Are there places you feel more at home, directionally, than others?

Not intuitively, no. But there are places where i have lived — Athens, Paris, Tokyo — or visited so often — New York, Washington, DC — that I have a better sense of direction than I normally have in a new place. But I find that I am able to get lost just about anywhere, even the area in Connecticut where I spent the first two decades of my life.

Explain to me how someone with a poor sense of direction tries to navigate—to read the landscape, so to speak. Is it that everything is a blur? Or that you lose an overall sense of which direction you’re facing? Or is it something else?

In my case, it’s kind of uncanny that if I’m trying to retrace my steps on a journey that has involved multiple turns, for example, when I come to an intersection, I almost always instinctively think I should go the wrong way. I do lose a sense of overall direction, and that can be fueled by a combination of impetuousness and trust. “I’m not sure if this is the right way, but well, let’s try it!” Of course, this has to be tempered by circumstance. If I really need to get somewhere by a certain time, i plot my path out quite carefully.

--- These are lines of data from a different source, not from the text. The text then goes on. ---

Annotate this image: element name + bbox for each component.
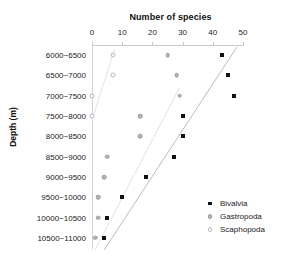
x-tick-label: 50 <box>231 28 255 37</box>
data-point-gastropoda <box>138 134 143 139</box>
data-point-gastropoda <box>93 236 98 241</box>
data-point-gastropoda <box>96 195 101 200</box>
x-tick-mark <box>243 42 244 45</box>
open-circle-icon <box>205 227 215 232</box>
x-tick-mark <box>213 42 214 45</box>
chart-title: Number of species <box>88 12 253 22</box>
scaphopoda-trend <box>92 49 115 120</box>
x-tick-label: 40 <box>201 28 225 37</box>
data-point-gastropoda <box>96 215 101 220</box>
y-tick-label: 8000~8500 <box>46 132 86 141</box>
x-tick-mark <box>122 42 123 45</box>
gastropoda-trend <box>95 88 180 250</box>
data-point-bivalvia <box>232 94 236 98</box>
x-tick-label: 20 <box>140 28 164 37</box>
data-point-gastropoda <box>105 154 110 159</box>
data-point-gastropoda <box>174 73 179 78</box>
data-point-bivalvia <box>102 236 106 240</box>
y-tick-label: 9500~10000 <box>41 193 86 202</box>
x-tick-mark <box>183 42 184 45</box>
data-point-scaphopoda <box>111 73 116 78</box>
y-tick-label: 6000~6500 <box>46 51 86 60</box>
data-point-bivalvia <box>172 155 176 159</box>
legend-item-label: Gastropoda <box>220 212 262 221</box>
x-tick-mark <box>92 42 93 45</box>
data-point-scaphopoda <box>90 93 95 98</box>
data-point-bivalvia <box>144 175 148 179</box>
data-point-scaphopoda <box>111 53 116 58</box>
legend-item-gastropoda[interactable]: Gastropoda <box>205 210 265 223</box>
data-point-gastropoda <box>165 53 170 58</box>
x-tick-label: 0 <box>80 28 104 37</box>
y-tick-label: 7000~7500 <box>46 91 86 100</box>
y-tick-label: 10000~10500 <box>37 213 86 222</box>
data-point-bivalvia <box>181 134 185 138</box>
x-tick-mark <box>152 42 153 45</box>
data-point-bivalvia <box>226 73 230 77</box>
data-point-bivalvia <box>120 195 124 199</box>
chart-figure: Number of species Depth (m) 01020304050 … <box>0 0 289 273</box>
legend-item-label: Bivalvia <box>220 199 248 208</box>
data-point-gastropoda <box>177 93 182 98</box>
y-tick-label: 10500~11000 <box>37 233 86 242</box>
x-tick-label: 30 <box>171 28 195 37</box>
y-tick-label: 7500~8000 <box>46 112 86 121</box>
legend-item-scaphopoda[interactable]: Scaphopoda <box>205 223 265 236</box>
filled-square-icon <box>205 202 215 206</box>
data-point-bivalvia <box>181 114 185 118</box>
legend-item-bivalvia[interactable]: Bivalvia <box>205 197 265 210</box>
data-point-gastropoda <box>102 175 107 180</box>
chart-legend: BivalviaGastropodaScaphopoda <box>205 197 265 236</box>
filled-circle-icon <box>205 214 215 219</box>
data-point-bivalvia <box>220 53 224 57</box>
data-point-bivalvia <box>105 216 109 220</box>
y-tick-label: 8500~9000 <box>46 152 86 161</box>
y-tick-label: 6500~7000 <box>46 71 86 80</box>
legend-item-label: Scaphopoda <box>220 225 265 234</box>
y-tick-label: 9000~9500 <box>46 172 86 181</box>
x-tick-label: 10 <box>110 28 134 37</box>
y-axis-label: Depth (m) <box>8 92 18 162</box>
data-point-gastropoda <box>138 114 143 119</box>
data-point-scaphopoda <box>90 114 95 119</box>
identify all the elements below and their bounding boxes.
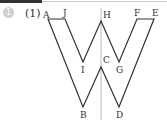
label-D: D — [116, 110, 123, 120]
label-J: J — [62, 8, 67, 18]
label-H: H — [103, 10, 111, 20]
label-G: G — [116, 65, 123, 75]
label-A: A — [42, 10, 50, 20]
label-E: E — [152, 8, 159, 18]
w-figure-diagram: A J H F E I C G B D — [0, 0, 167, 120]
label-I: I — [81, 65, 85, 75]
label-B: B — [80, 110, 87, 120]
label-F: F — [134, 8, 140, 18]
label-C: C — [103, 55, 110, 65]
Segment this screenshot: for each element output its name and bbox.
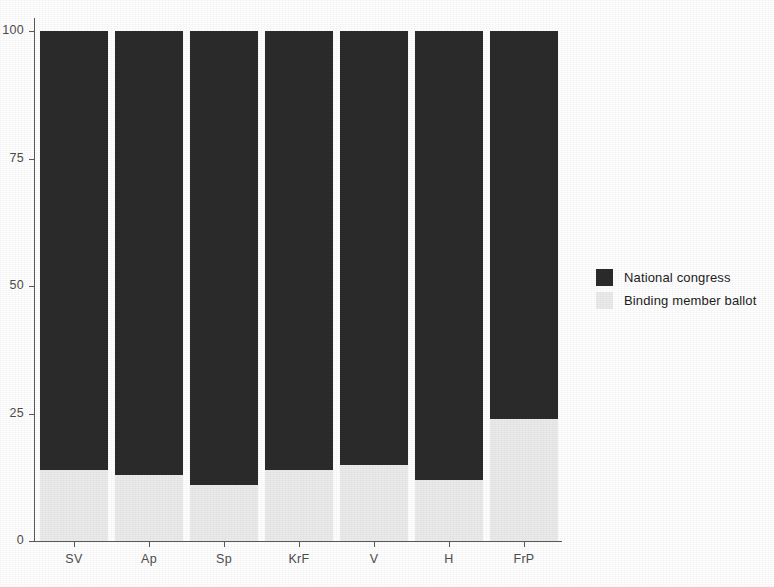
legend-label-binding-member-ballot: Binding member ballot: [624, 293, 757, 308]
x-axis-line: [34, 541, 562, 542]
bar-krf: [265, 31, 333, 541]
x-axis-tick-label: Sp: [184, 552, 264, 566]
y-axis-tick-label: 75: [0, 151, 24, 165]
bar-segment-binding-member-ballot: [490, 419, 558, 541]
bar-ap: [115, 31, 183, 541]
bar-sv: [40, 31, 108, 541]
bar-v: [340, 31, 408, 541]
x-axis-tick: [149, 542, 150, 547]
bar-frp: [490, 31, 558, 541]
bar-segment-binding-member-ballot: [340, 465, 408, 542]
bar-segment-binding-member-ballot: [265, 470, 333, 541]
y-axis-line: [34, 18, 35, 542]
y-axis-tick-label: 100: [0, 23, 24, 37]
x-axis-tick-label: SV: [34, 552, 114, 566]
bar-h: [415, 31, 483, 541]
legend-swatch-binding-member-ballot: [596, 292, 613, 309]
x-axis-tick-label: FrP: [484, 552, 564, 566]
y-axis-tick-label: 25: [0, 406, 24, 420]
y-axis-tick: [29, 159, 34, 160]
x-axis-tick: [449, 542, 450, 547]
y-axis-tick-label: 0: [0, 533, 24, 547]
x-axis-tick: [299, 542, 300, 547]
plot-area: 0255075100 SVApSpKrFVHFrP: [34, 18, 562, 542]
bar-segment-national-congress: [115, 31, 183, 475]
x-axis-tick-label: KrF: [259, 552, 339, 566]
legend-swatch-national-congress: [596, 269, 613, 286]
y-axis-tick: [29, 541, 34, 542]
y-axis-tick: [29, 286, 34, 287]
x-axis-tick: [74, 542, 75, 547]
legend-item: Binding member ballot: [596, 289, 774, 312]
chart-legend: National congress Binding member ballot: [596, 266, 774, 312]
bar-segment-national-congress: [415, 31, 483, 480]
bar-sp: [190, 31, 258, 541]
bar-segment-binding-member-ballot: [190, 485, 258, 541]
x-axis-tick: [524, 542, 525, 547]
bar-segment-national-congress: [340, 31, 408, 465]
legend-item: National congress: [596, 266, 774, 289]
x-axis-tick: [374, 542, 375, 547]
bar-segment-national-congress: [265, 31, 333, 470]
y-axis-tick: [29, 31, 34, 32]
bar-segment-binding-member-ballot: [115, 475, 183, 541]
x-axis-tick-label: H: [409, 552, 489, 566]
chart-figure: 0255075100 SVApSpKrFVHFrP National congr…: [0, 0, 774, 587]
bar-segment-national-congress: [490, 31, 558, 419]
bar-segment-binding-member-ballot: [415, 480, 483, 541]
bar-segment-national-congress: [40, 31, 108, 470]
y-axis-tick: [29, 414, 34, 415]
legend-label-national-congress: National congress: [624, 270, 731, 285]
x-axis-tick: [224, 542, 225, 547]
bar-segment-national-congress: [190, 31, 258, 485]
y-axis-tick-label: 50: [0, 278, 24, 292]
x-axis-tick-label: Ap: [109, 552, 189, 566]
bar-segment-binding-member-ballot: [40, 470, 108, 541]
x-axis-tick-label: V: [334, 552, 414, 566]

What does it feel like to be lost? Do you ever have a sense of panic, or can you maintain that Zenned-out sense of discovery all the time?

I rarely have a sense of panic when i get lost, because i know from experience that getting lost is just a prelude to getting found. I’ve always found my way (so far) — and of course, in the vast majority of my everyday life, I’m doing rote things that don’t involve the danger or romance of getting lost. but when i’m on the road (or very occasionally in my life at home) and get lost, i tend to look on it as an adventure to be savored.

There’s never been a time when your lostness was troubling—a real problem?

Well, on my most recent trip, i was driving around rural Japan on really twisty mountain roads. One day i got turned around and was trying to find the road back to my hotel as dusk was starting to descend. I began to get worried because I didn’t want to be driving those incredibly narrow and twisting roads in the dark. So that was troubling, but i know that panicking isn’t going to help the situation, so i just took some deep breaths and looked at the map and figured out what i had to do and did it — and i got back in the last light of day… I can’t recall any instance when getting lost turned into a really troubling problem.

You were saying before that in Cairo, a kid helped you find your way back to a main area. How does being dependent on other people for direction change the travel experience? Does it shake your sense of self-sufficiency? Or does it remind you that all travelers are always dependent on other people? Or something else?

It definitely does not shake my sense of self-sufficiency. In my book, self-sufficiency is an illusion that travelers maintain to their detriment and peril. One of the great lessons of travel for me has been and is the interconnectedness of us all — i love meeting people on the road and getting glimpses into their everyday lives. Getting lost and seeking help has turned out to be one way of doing this. I think this has deeply enriched my travel experiences. The anthology I edited, The Kindness of Strangers, which was originally inspired by my own experiences on the road, is full of travelers’ tales that illustrate this lesson.

Have you ever met anyone who’s more lost than you?

I have definitely met people who seem to have the same directional proclivity. And of course, it depends on the context: One of my delights has become helping people who are staring quizzically at maps — they are legion in San Francisco — find their way.

Ha! I seem to remember having to give you directions in San Francisco. Are you an expert on the place now?

That’s right! I figured we should have an adventure in my hometown…. I’m generally pretty good at helping visitors get to the main tourist attractions/neighborhoods they want to visit. When are you coming back? 😉

Don George’s new anthology, “A Moveable Feast: Life-Changing Food Adventures Around the World” (Lonely Planet), is coming out in mid-October.